Tag Archives: singer

Peter Singer: An Unparalleled Impoverishment of Human Life

 

What you must know about Peter Singer is he’s simply and uncompromisingly working out the implications of living in a truly secular society.

To say  is an atheist is a gross understatement.

Often accused of sensationalism, this Australian philosopher advocates some strong, provocative lines of thought.

Yet, he’s dead serious.

What you must know is that Singer is simply and uncompromisingly working out the implications of living in a truly secular society.

How’s he doing that? He approaches ethical issues from a secular preference utilitarian perspective.

Eh? Let me explain.

A Sophisticated Argument for Suffering

Outside the academic arena, Singer is best known for his book , published in 1975.

The serious objective of this lib movement book is to minimize suffering in all animals. How he defines animals is where Singer’s philosophy gets interesting.

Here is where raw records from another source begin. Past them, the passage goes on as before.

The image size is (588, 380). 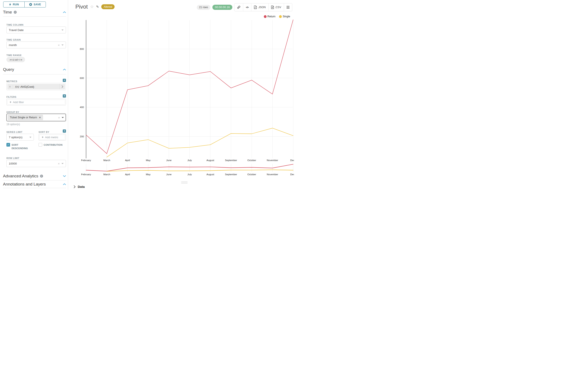 What do you see at coordinates (35, 70) in the screenshot?
I see `query-section-header: Query` at bounding box center [35, 70].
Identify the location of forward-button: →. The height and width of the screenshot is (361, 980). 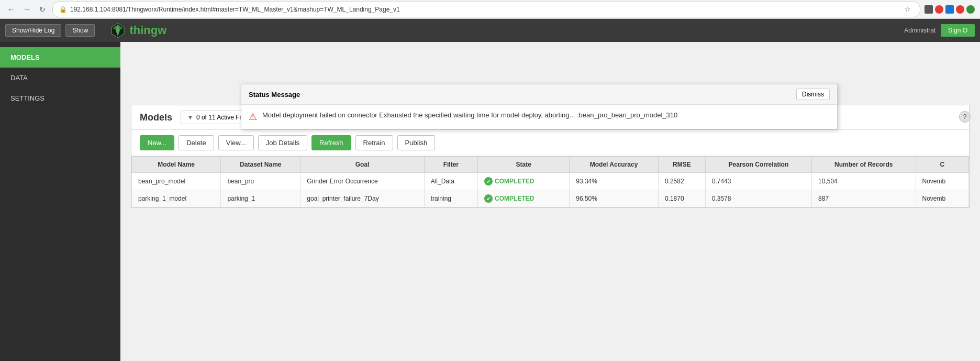
(27, 9).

Since severely retarded humans show diminished or lower mental capacity and are, in a sense, less self-aware than say a gorilla, Singer argues that animals should have rights based on suffering rather than intelligence.

Likewise, pigs and birds can be as intelligent as children.  In other words, discrimination based on fur or feathers is no different from discrimination based on skin color.

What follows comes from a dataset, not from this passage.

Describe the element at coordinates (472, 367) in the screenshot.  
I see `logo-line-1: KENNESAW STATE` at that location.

Three Surprising Conclusions

Singer’s philosophy begins in a broad . It culminates in a narrow preferentialism. This leads him to some startling conclusions. , Robert P. George, Singer:

1. Defends the moral right to kill newborns afflicted with retardation, hemophilia or even cleft palates.

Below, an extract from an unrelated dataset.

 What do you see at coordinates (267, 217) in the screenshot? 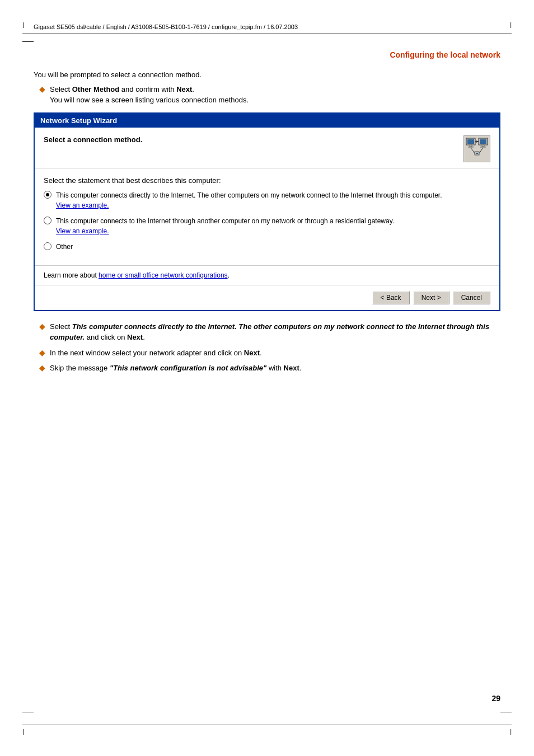
I see `wizard-body: Select the statement that best describes…` at bounding box center [267, 217].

2. Supports breeding large numbers of children to be killed in infancy in order to harvest organs for transplantation.

3. Sees nothing wrong with sex between multiple partners, animals and corpses.

Now, you must understand, these are morally permissible stances as long as no one–eh, I mean, animal–is suffering.

How to Rationalize the Murder of a Newborn

Thus, Singer says that since a  rationality, autonomy and self-consciousness, killing it ISN’T equivalent to  who wants to go on living.

How so? Well, since the fetus up to week 18 can’t suffer or feel satisfaction there is nothing to weigh against a mother’s preference to have an abortion.

Furthermore, since a newborn up to a certain age is less self-aware than some fish, if a mother faces a life of hardship based on her child, she has the right…the preference…to kill it to minimize her future suffering against the newborns suffering.

That is a secular utilitarian calculation based on preference.

What is fundamentally relevant for Singer is the capacity of humans and non-human animals to not suffer. Singer writes in :

Human babies are not born self-aware or capable of grasping their lives over time. They are not persons. Hence their lives would seem to be no more worthy of protection that the life of a fetus.

Favoring Free-Market Murder

Now, many admire Peter Singer as a person of intellectual honesty. Princeton colleague  he lives up to the implications of his principles:

He’s not an ogre or crank and his a fair-minded debater who doesn’t smear or distort his opponents positions. He tells the truth as he sees it. He alone possess the virtue of intellectual honesty.

Thus, he can’t be accused of being a Hitler or Stalin. That’s because he doesn’t want totalitarian genocide. Instead, Singer advocates preferential homicide.

:

Now, Singer says, we must remove Homo sapiens from this privileged position and restore the natural order. This translates into more rights for animals and less special treatment for human beings. There is a grim consistency in Singer’s call to extend rights to the apes while removing traditional protections for unwanted children, people with mental disabilities, and the noncontributing elderly.

As an atheist, Singer underscores the importance of reason, broadmindedness, consistency and compassion. That’s what he brings to the table. But all at the expense of feelings, human dignity and personal meaning.

:

In the end his philosophy is one-sided and distorted. It plays into the Culture of Death because it distrusts the province of the heart, fails to discern the true dignity of the human person, and elevates the killing of innocent human beings — young and old — to the level of a social therapeutic.

Yet, if Singer were a true atheist–which he is–then he’d argue that the idea of dignity or personal meaning are human inventions because it is Christendom which has exalted man above animals.

Singer is simply casting off all residue of Christianity. And he’s attempting to live by his secular creed.

My Reason for This Post

This post is the first in a series on understanding atheists. I start with Singer because he’s extreme. And often rebuffed by fellow atheists. And I’m curious how atheists respond to him. That’s why tomorrow I’ll publish a 10-question post with atheist –the bonus question being about Peter Singer.

Understand: I’m not rooting around for provocative statements. I simply want to know how atheists think. What they like. Think of it as a polite cocktail party where we all walk away with a better view of each other.

Now, while we wait for tomorrow’s post, why not share your thoughts about Peter Singer. I look forward to hearing from you. Brutal and all.